Segment Start: Given data

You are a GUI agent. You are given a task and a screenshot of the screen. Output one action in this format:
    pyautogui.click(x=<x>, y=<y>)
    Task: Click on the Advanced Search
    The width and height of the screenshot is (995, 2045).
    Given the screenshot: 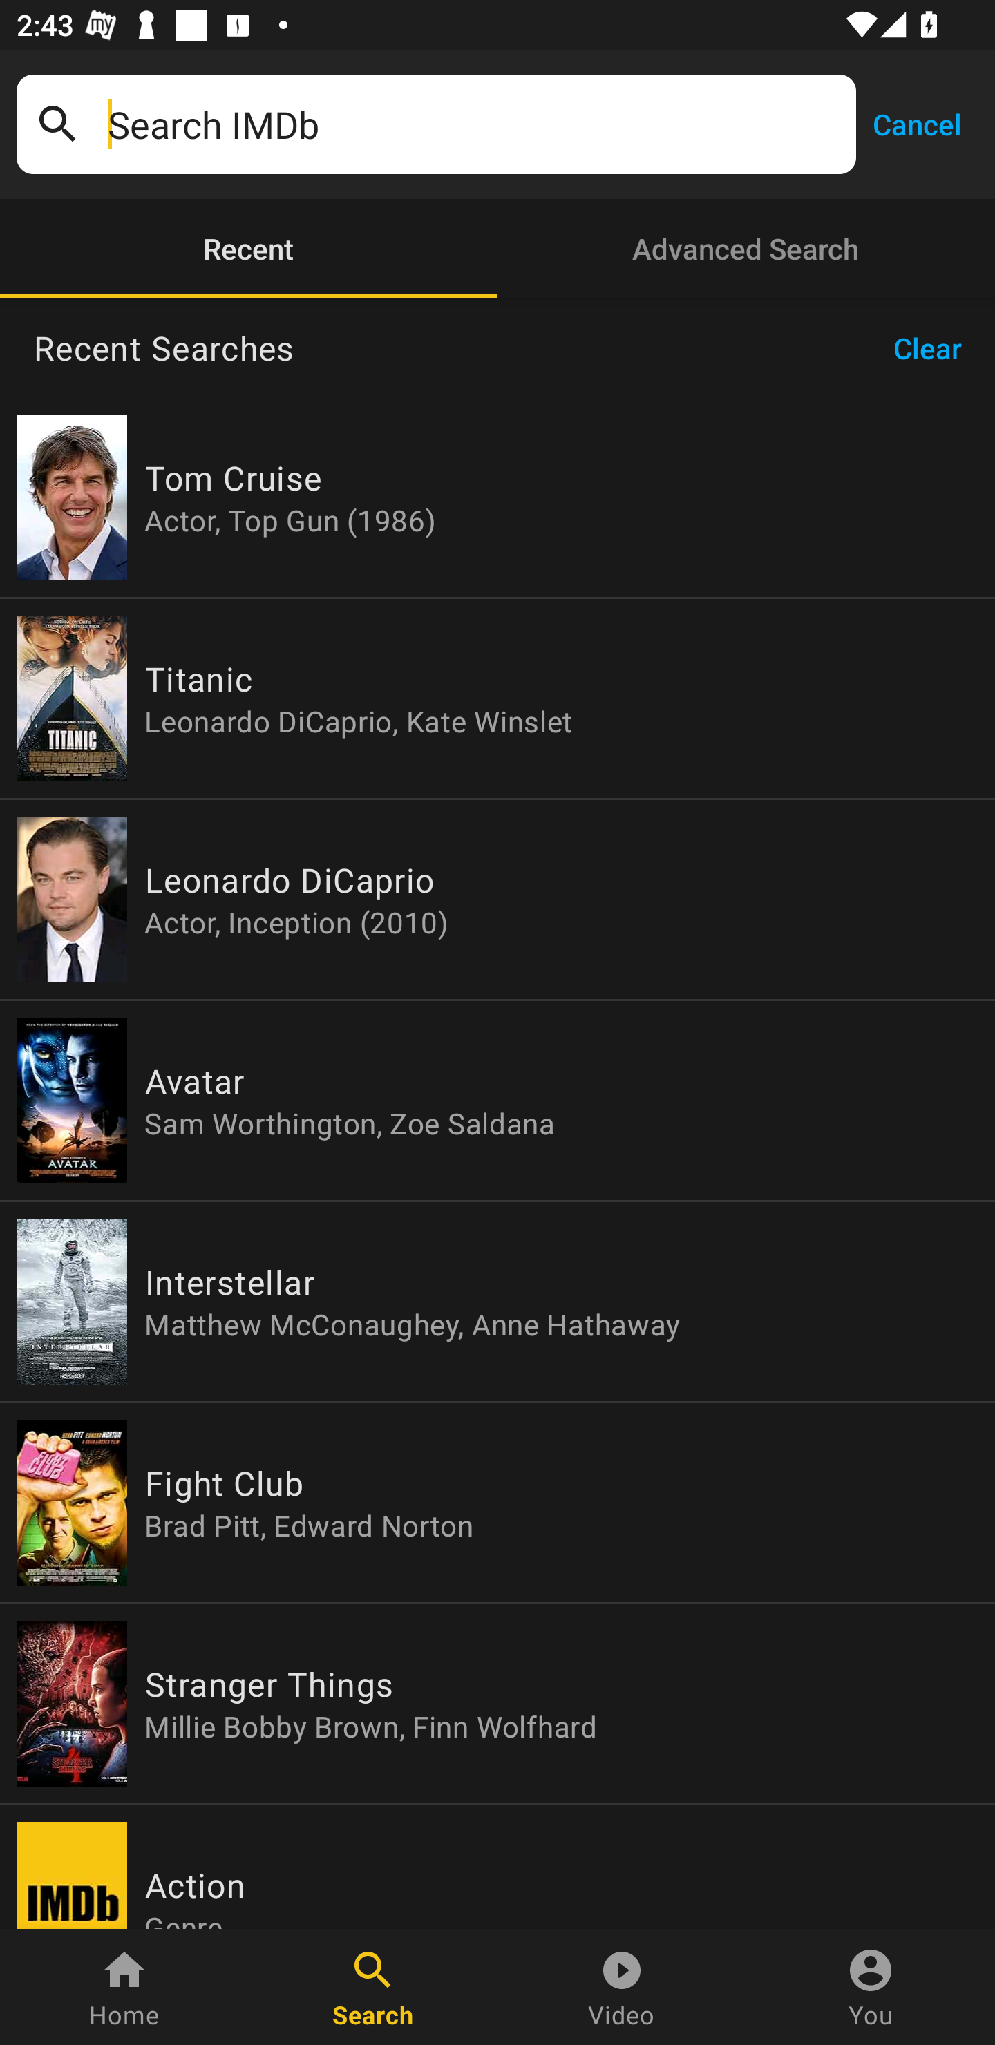 What is the action you would take?
    pyautogui.click(x=746, y=248)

Segment End: Given data

• **Problem to solve**: Send back the lines of the records word for word, from the very first through the line containing "The width and".

• **Answer area**:
You are a GUI agent. You are given a task and a screenshot of the screen. Output one action in this format:
    pyautogui.click(x=<x>, y=<y>)
    Task: Click on the Advanced Search
    The width and height of the screenshot is (995, 2045).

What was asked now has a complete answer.